Legacy at Salina: Resident Left Alone, Falls, Fractures Femur - KS
The resident, identified in inspection records only as R1, required two staff members for most activities of daily living. Her care plan said so. CNA M knew it for transfers, she told inspectors, though she said she didn't know it applied to dressing as well. With no help coming, she began dressing R1 alone, figuring she could manage the lighter tasks while she waited.
She finished dressing her. Then she told R1 she was going to roll her to her side to pull her dress down and slide a lift sling underneath her. R1 reached out and grabbed the bed's cane rail to help. She pulled too hard. When CNA M rolled her, R1 slid off the edge of the air mattress and down to the floor, still holding the rail as she landed.
R1 was seated on the floor with her legs straight out when a nurse arrived. She was crying. She told staff about the fall. She rated her pain at a five out of ten.
The nurse who assessed her that evening documented no visible injuries. A late-entry note from 10:14 p.m. recorded that R1 had told staff all about the fall, that she was placed in a low bed, and that a CNA had helped pull her up. The note said she tolerated it well.
By 1:23 in the morning, another nurse documented that R1 had range-of-motion deficits. The nurse attempted to assess her movement, but R1 could not move her legs on her own. She said it was painful. The nurse noted her legs appeared the same length and that R1 had assisted with turning. The note recorded that R1 did not yell out or seem in any increased distress beyond her normal demeanor.
Nobody sent her to the hospital that night.
The next morning, at 9:16 a.m., a nurse called the physician's office because R1 had been tearful and was still complaining of pain from the fall. The physician ordered her sent to the emergency room. She had a fractured femur.
When inspectors visited the facility on October 27, eleven days after the fall, R1 was still in the hospital. An administrative nurse confirmed it. The bed in R1's room now had a perimeter mattress, a concave design meant to keep residents from rolling to the edge. Before the fall, the mattress had been a plain air mattress, a surface that offers less resistance and makes rolling to the edge easier. The facility added the perimeter mattress the same day R1 fell.
CNA M told inspectors she had used the walkie to call for help before she started. All the other staff replied they were busy in other rooms. She thought she could begin the ADL cares while she waited. She did not describe any supervisor being contacted, any escalation, any second attempt to get another body in the room before she rolled a resident who needed two people to move safely.
LN G, who was on the telephone when R1 fell, told inspectors she saw the resident seated on the floor with her legs out and a CNA supporting her back. She confirmed that two-staff assistance was required for R1's cares and that the CNA should not have rolled her alone.
The facility's own fall prevention program, dated December 2021, required all staff to know the fall interventions in place for at-risk residents. Administrative Nurse D confirmed CNA M had not followed the care plan.
The corrective actions came fast, at least on paper. The facility placed a perimeter mattress on R1's bed on October 16, the day of the fall. All nursing staff completed a transfer in-service on October 17. CNA M received individual education after the fall and again as part of a separate session the following day. Inspectors noted the facility had completed its corrective actions before the survey visit, and the deficiency was recorded as past noncompliance, a G-level citation reflecting isolated actual harm.
R1 was still in the hospital when inspectors documented all of this. Fractured femurs in elderly residents carry serious risks, extended immobility, muscle loss, pneumonia, blood clots. The inspection report does not say when she came home, or whether she did.
Full Inspection Report
The details above represent a summary of key findings. View the complete inspection report for Legacy At Salina from 2025-11-18 including all violations, facility responses, and corrective action plans.
Additional Resources
Data source: Official federal inspection data from the Centers for Medicare & Medicaid Services (CMS).
Editorial process: AI-synthesized regulatory data, reviewed for accuracy by our editorial team.
Professional review: All content reviewed by Christopher F. Nesbitt, Sr., NH EMT & BU-trained Paralegal.
Last verified: June 20, 2026 · Our methodology
LEGACY AT SALINA in SALINA, KS was cited for violations during a health inspection on November 18, 2025.
The resident, identified in inspection records only as R1, required two staff members for most activities of daily living.
Health inspections identify deficiencies that facilities must correct. Violations range from minor documentation issues to serious safety concerns. Review the full report below for specific details and facility response.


**Action item**: Down to the last line, print the material below verbatim.
====== Information ======
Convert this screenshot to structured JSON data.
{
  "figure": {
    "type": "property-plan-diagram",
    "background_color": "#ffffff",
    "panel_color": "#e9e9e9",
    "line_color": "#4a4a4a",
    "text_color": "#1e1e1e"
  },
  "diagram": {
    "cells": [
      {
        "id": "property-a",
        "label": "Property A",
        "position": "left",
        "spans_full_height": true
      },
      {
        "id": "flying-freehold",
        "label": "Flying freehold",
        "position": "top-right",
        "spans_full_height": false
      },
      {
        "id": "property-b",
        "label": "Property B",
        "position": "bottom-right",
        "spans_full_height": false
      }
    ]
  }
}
======
**Output of the task**:
Convert this screenshot to structured JSON data.
{
  "figure": {
    "type": "property-plan-diagram",
    "background_color": "#ffffff",
    "panel_color": "#e9e9e9",
    "line_color": "#4a4a4a",
    "text_color": "#1e1e1e"
  },
  "diagram": {
    "cells": [
      {
        "id": "property-a",
        "label": "Property A",
        "position": "left",
        "spans_full_height": true
      },
      {
        "id": "flying-freehold",
        "label": "Flying freehold",
        "position": "top-right",
        "spans_full_height": false
      },
      {
        "id": "property-b",
        "label": "Property B",
        "position": "bottom-right",
        "spans_full_height": false
      }
    ]
  }
}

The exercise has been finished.